MoMA
January 12, 2010  |  An Auteurist History of Film
Erich von Stroheim’s Foolish Wives
Erich von Stroheim in <i>Foolish Wives.</i> 1922. USA. Directed by Erich von Stroheim

Erich von Stroheim in Foolish Wives. 1922. USA. Directed by Erich von Stroheim

These notes accompany Foolish Wives, which screens on January 13, 14, and 15 in Theater 3.

The name Erich von Stroheim (1885–1957) generally provokes one of two reactions: he is considered either a great genius done in by imbecilic studio executives, or a self-immolating martyr to his own inflated ego. Although the truth obviously lies somewhere between these two extremes, I’m not sure exactly where. Von Stroheim’s life and career are wrapped in several overlapping enigmas that further confuse his identity. The first enigma, indeed, is the self-created myth of his identity.

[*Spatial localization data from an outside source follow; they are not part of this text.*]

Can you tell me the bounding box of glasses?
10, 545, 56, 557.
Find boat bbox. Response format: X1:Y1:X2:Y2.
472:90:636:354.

Not content to be descended from Jewish merchants, Erich successfully floated the idea of his descent from Austrian nobility, declaring himself Erich Oswald Hans Carl Maria von Stroheim upon disembarking from the Prince Friedrich Wilhelm at Ellis Island in 1909. Certainly, a professional storyteller can be forgiven a certain degree of fabrication, and his “nobility” became an asset when authenticating his celluloid exposés of European nobles—characters he sometimes (as in the case of Foolish Wives) played himself. Chutzpah is, after all, not a four-letter word, even in Yiddish. Yet this pseudo-authenticity became a mania, as when he insisted that the undergarments of his actors should conform to standard-issue Hapsburg attire. What was a standard-issue studio executive to do? Reading Cari Beauchamp’s recent book Joseph P. Kennedy Presents (Knopf, 2009), one marvels at her account of Erich’s antics on the unfinished film Queen Kelly, and one wonders how he ever got any amount of film in the can before the producers could step in and rip it to shreds.

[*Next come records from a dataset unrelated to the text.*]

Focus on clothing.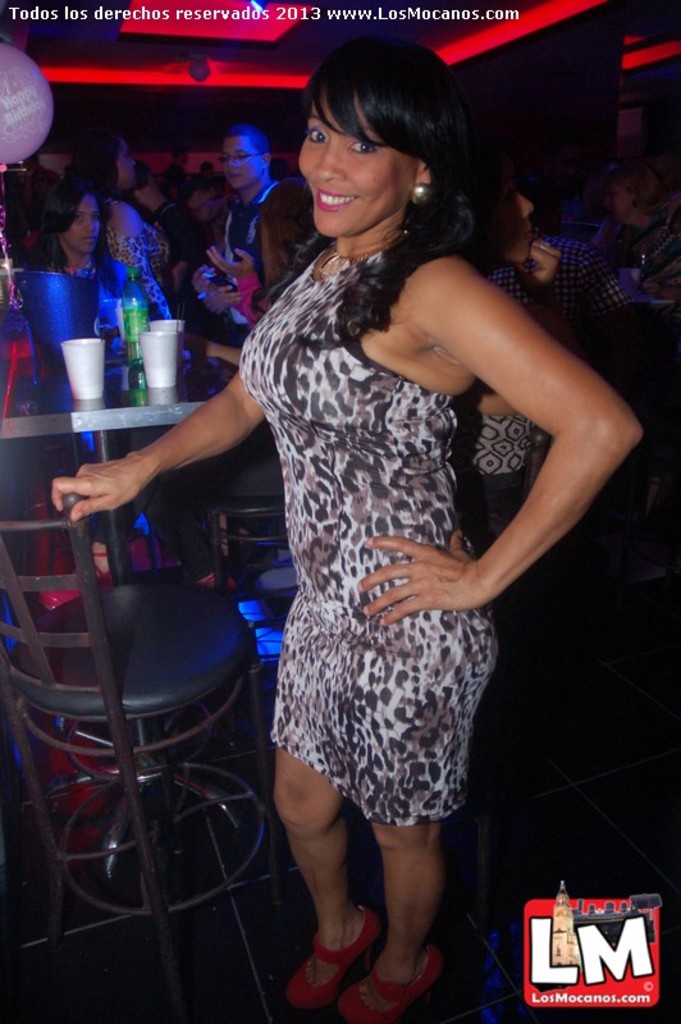
Focused at 230:169:534:882.
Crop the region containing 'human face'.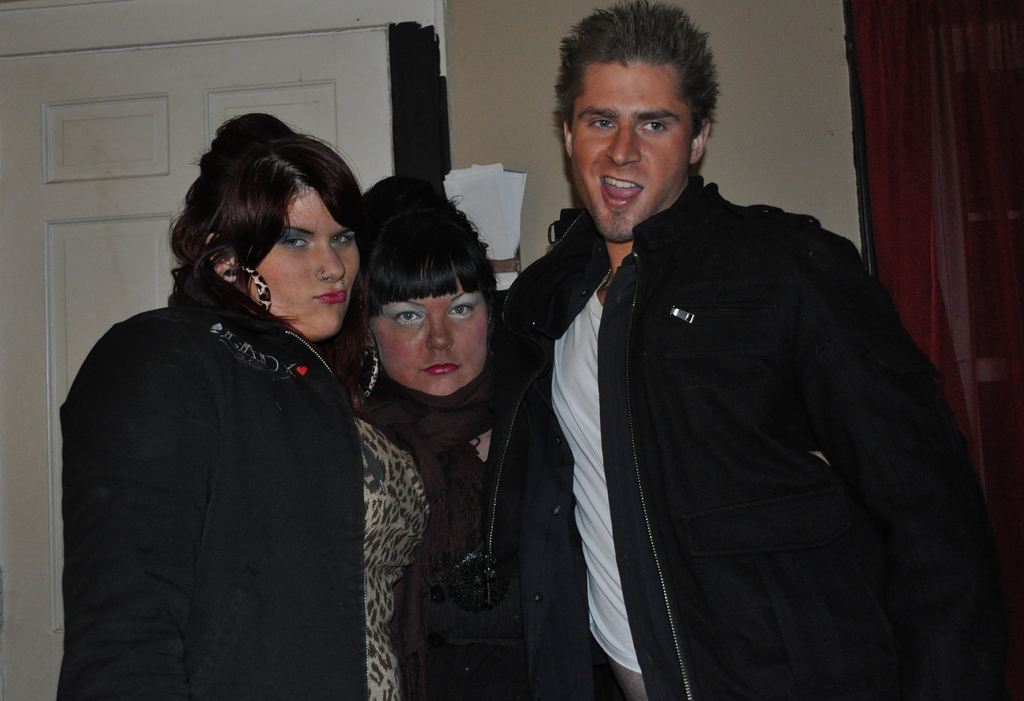
Crop region: locate(250, 186, 360, 343).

I also find it hard to understand how von Stroheim developed his reputation for realism, when so many of his characterizations are grotesque gargoyles. In Greed, for example, how many of these creatures wouldn’t be more at home in a Star Wars saloon, tossing one down with Han Solo and a Wookie, than they are in pre-earthquake San Francisco? I am also puzzled by the arch-humanist Jean Renoir’s early enthrallment with von Stroheim, and particularly with Foolish Wives. (He made his version of Zola’s Nana to honor Erich, and, of course, made him the star of La Grande Illusion.) Whatever his virtues (and we’ll come to these), von Stroheim seems to be operating in some parallel universe to that in which Renoir lives.

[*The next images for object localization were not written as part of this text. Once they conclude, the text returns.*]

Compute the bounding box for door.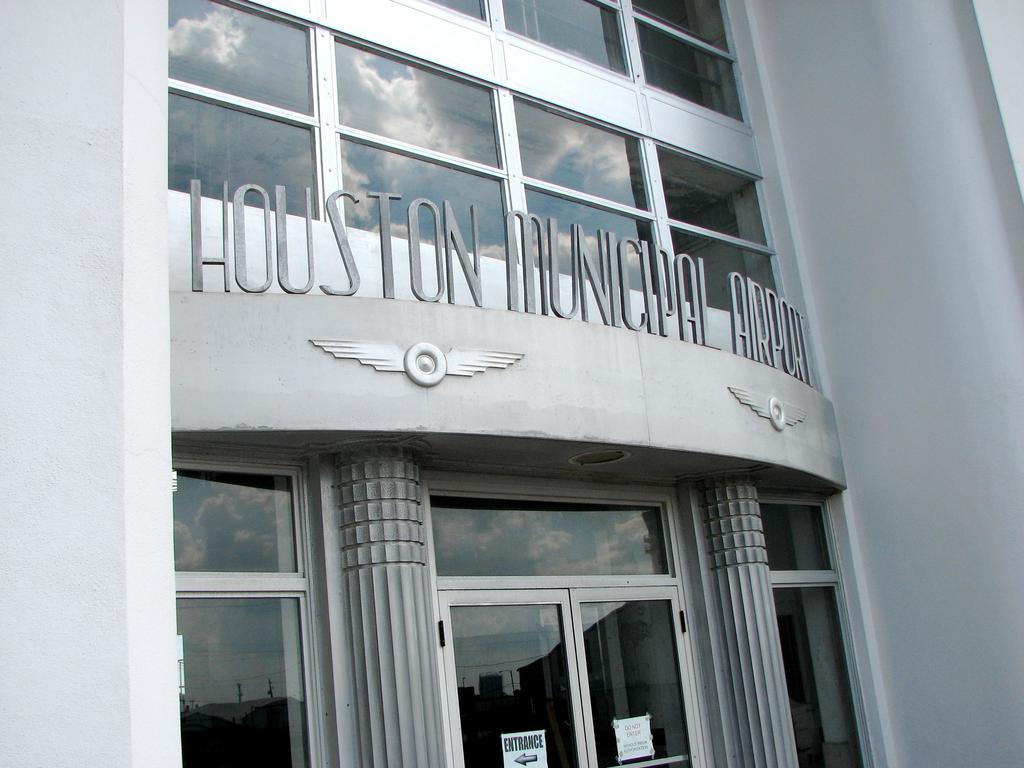
crop(438, 585, 703, 767).
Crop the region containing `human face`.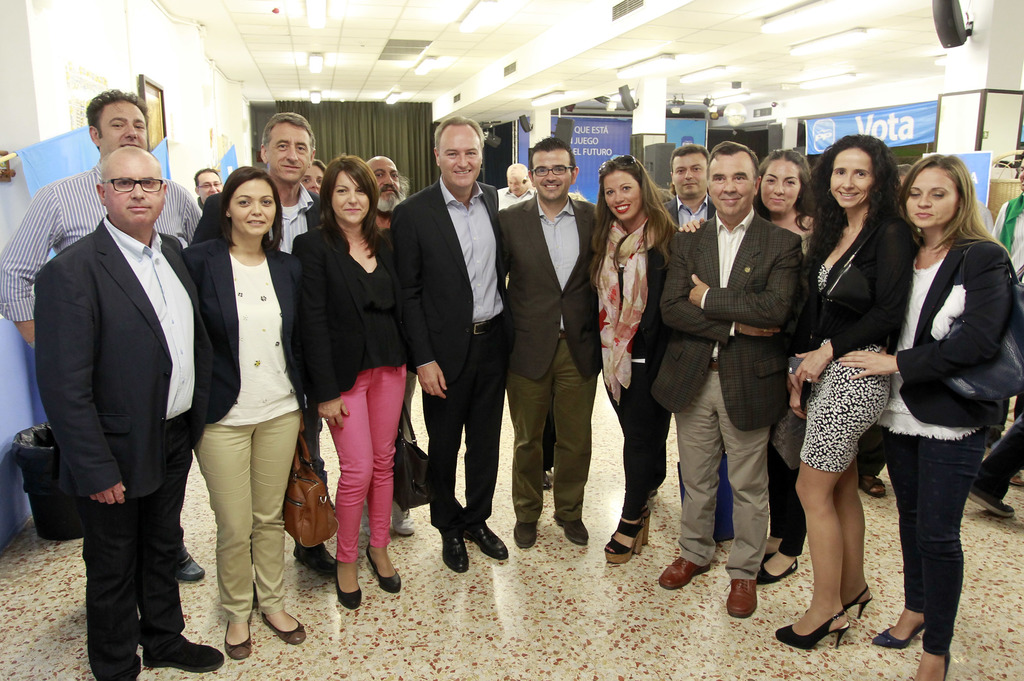
Crop region: bbox=[672, 151, 706, 198].
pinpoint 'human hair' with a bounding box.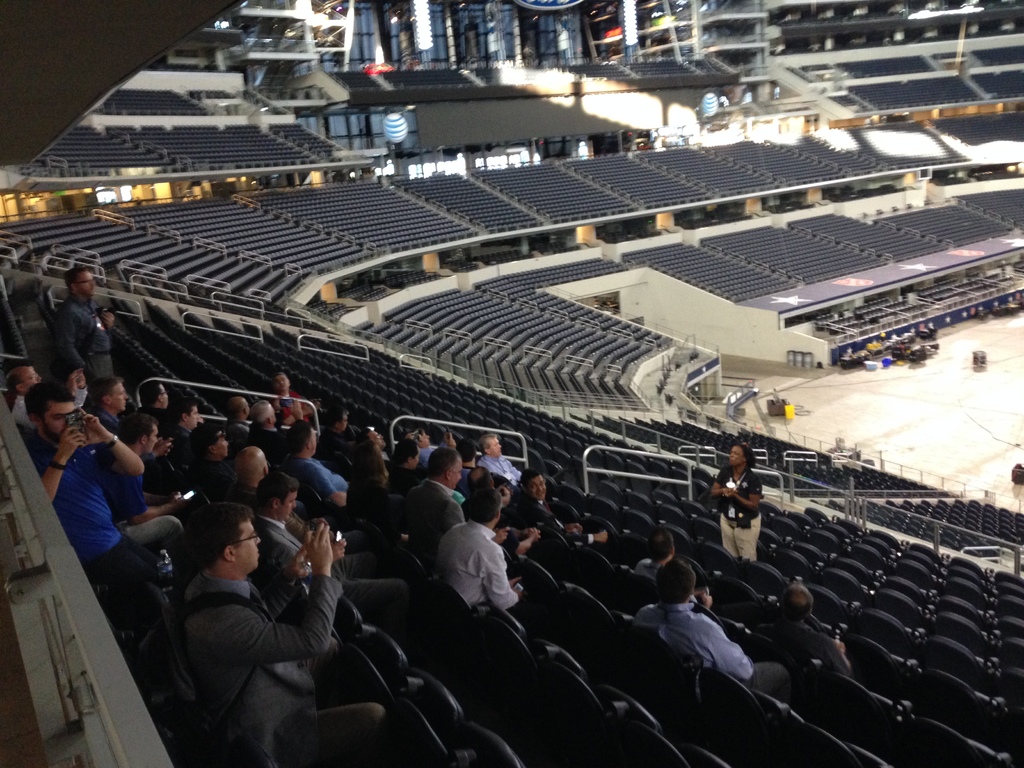
87, 376, 124, 410.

As Richard Koszarski points out in his highly-recommended The Man You Loved to Hate: Erich von Stroheim and Hollywood (Oxford University Press, 1983), the director’s Blind Husbands (1918) burst onto the scene like no other first film before Citizen Kane. (Von Stroheim’s original title was The Pinnacle, and it appears apocryphal that Universal boss Carl Laemmle made the change because “there ain’t no pinochle in it.”) Koszarski cogently suggests that “in the work of no other great director are autobiographical elements so crucial, and such elements are stronger than usual in Blind Husbands.” I might personally hold out for Charles Chaplin, but we’ll come to that in succeeding weeks. I also question whether von Stroheim even tried to be as wicked as the characters he played. My friend Cullen Gallager has suggested that after all the butchering of von Stroheim’s films, “what remains is a coherent work unified by its global immorality and ritualistically debased virtue, all centered around von Stroheim’s strong, nefarious presence that is unmistakable and immutable.”

(We owe the painstaking work of salvaging as much as could be salvaged of Foolish Wives to Arthur Lennig, now a retired professor living in Albany. Art used to visit the Museum on a regular basis. One of his signature stories is of a derelict Bela Lugosi, broke and ravaged by addiction, showing up on Lennig’s doorstep in belated response to fan letters he had written him as a teenager decades earlier. So be careful whom you admire.)

Nothing written above should be interpreted as an outright dismissal of von Stroheim. He may have been the cream of the crop of those who were tutored directly by D. W. Griffith. He was certainly an auteur as we have come to define it. He was innovative; his films betrayed a beauty beneath their frequent squalor and, as Andrew Sarris has suggested, his style anticipated the coming of sound. One wishes he had had a greater opportunity to make more films and to finish and keep intact the films he was able to make. Yet one also wishes he was a little more shrewd and pragmatic. Greater artists than he (Ford, Hitchcock, Hawks, Lubitsch, Lang) were able to play the studio game and emerge in triumph. For whatever reasons, Erich von Stroheim was not.